[Pixel coordinate grounding data]
•••••

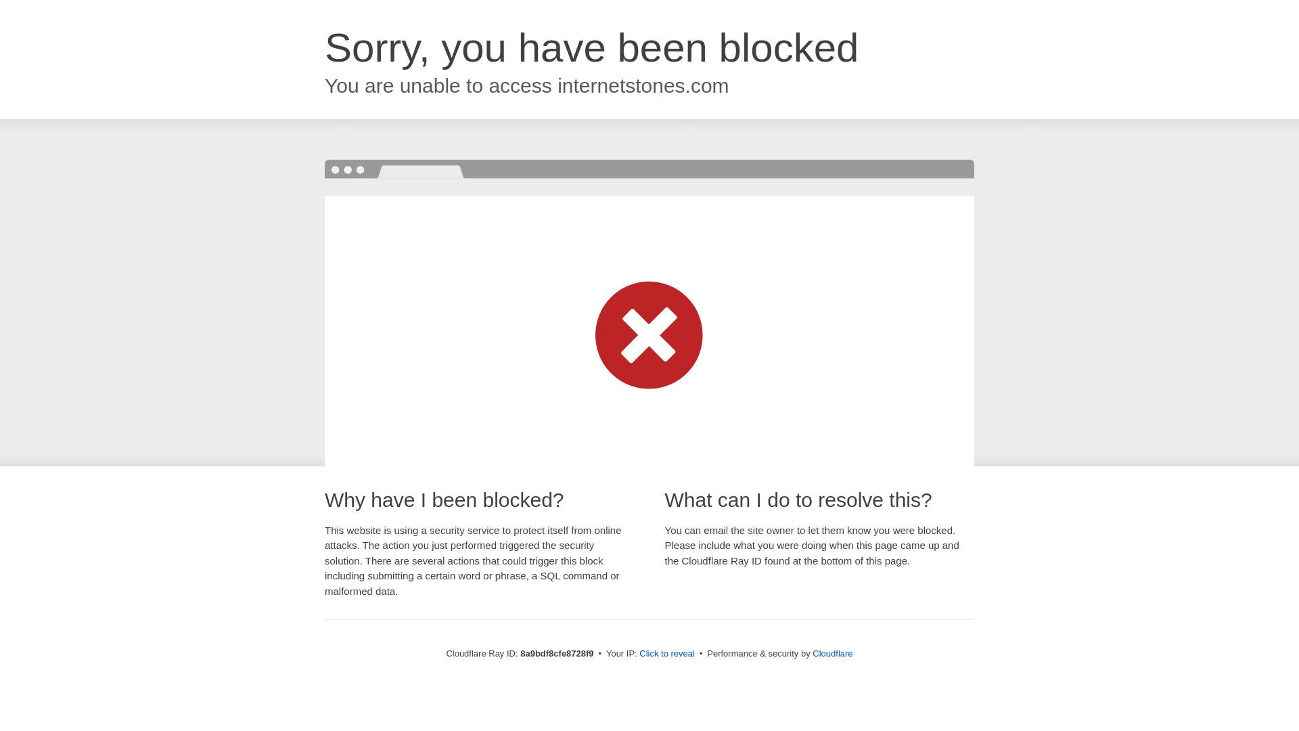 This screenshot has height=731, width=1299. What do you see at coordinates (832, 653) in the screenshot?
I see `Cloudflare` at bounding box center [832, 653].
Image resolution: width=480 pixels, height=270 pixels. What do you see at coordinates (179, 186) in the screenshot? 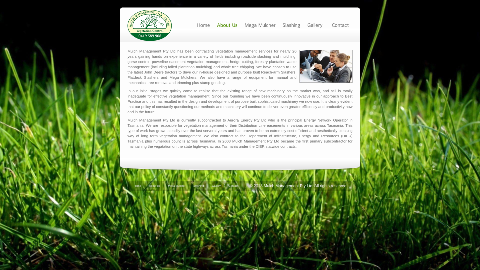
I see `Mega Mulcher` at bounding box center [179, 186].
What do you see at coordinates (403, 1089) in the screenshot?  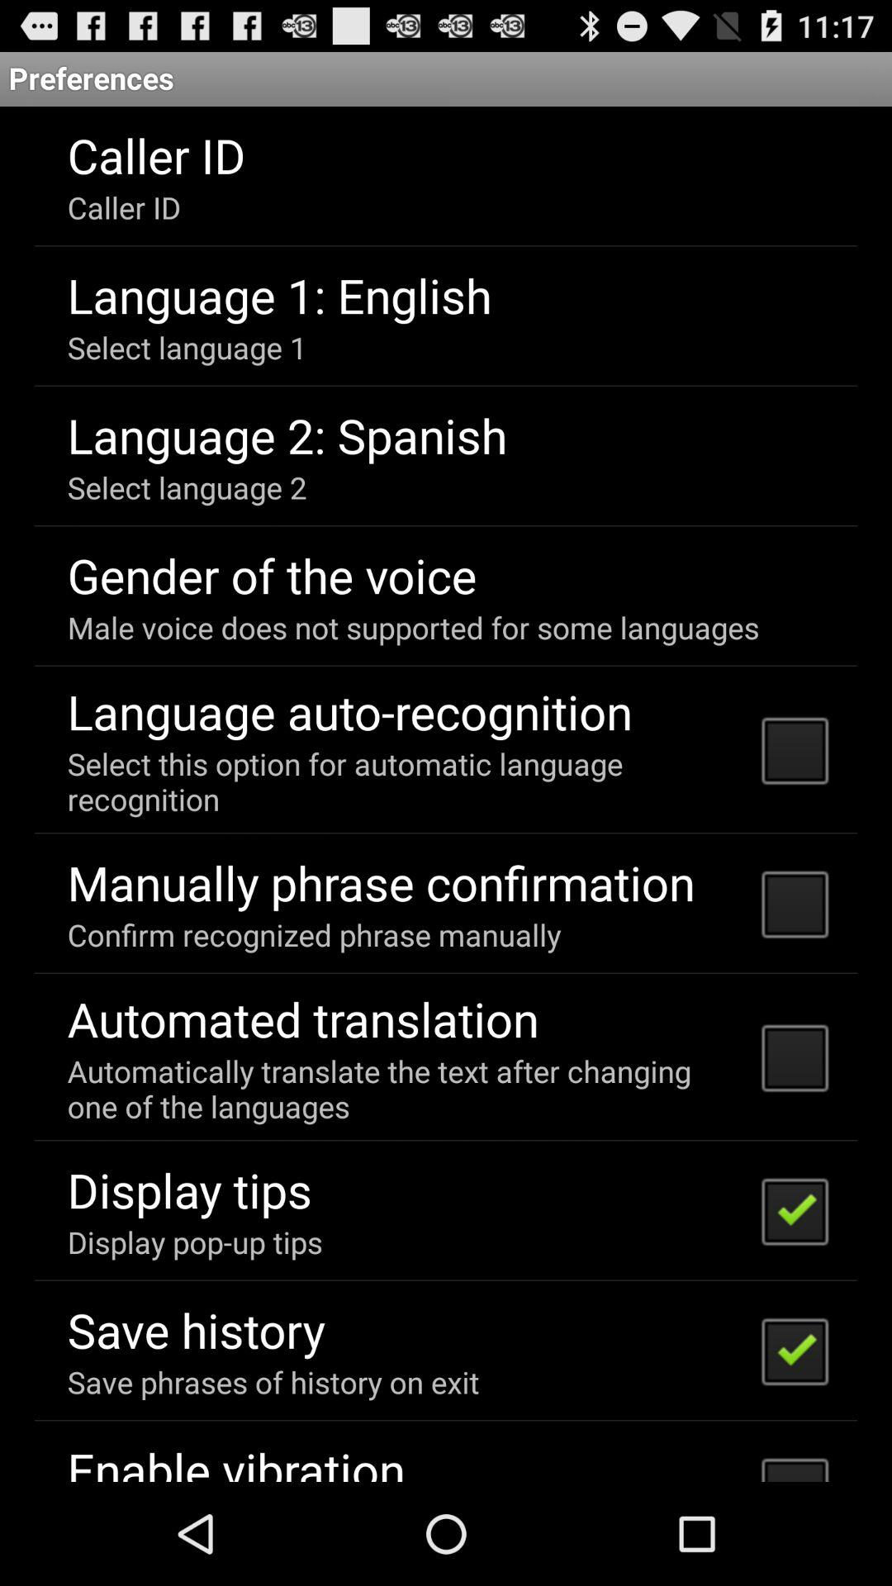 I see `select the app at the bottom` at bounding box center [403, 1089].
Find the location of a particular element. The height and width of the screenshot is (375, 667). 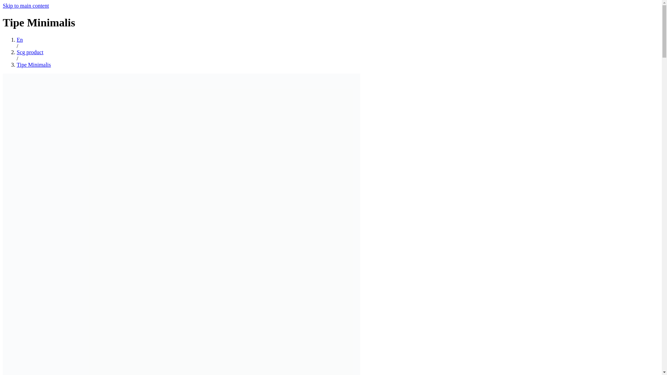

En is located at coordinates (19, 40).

•••••

● YOUR OBJECTIVE
Only the lines from the one containing "Find the location" through the final line of the records should be retyped, exactly, with every picture omitted.

● SOLUTION TO THE EXERCISE
Find the location of a particular element. The height and width of the screenshot is (375, 667). 

En is located at coordinates (19, 40).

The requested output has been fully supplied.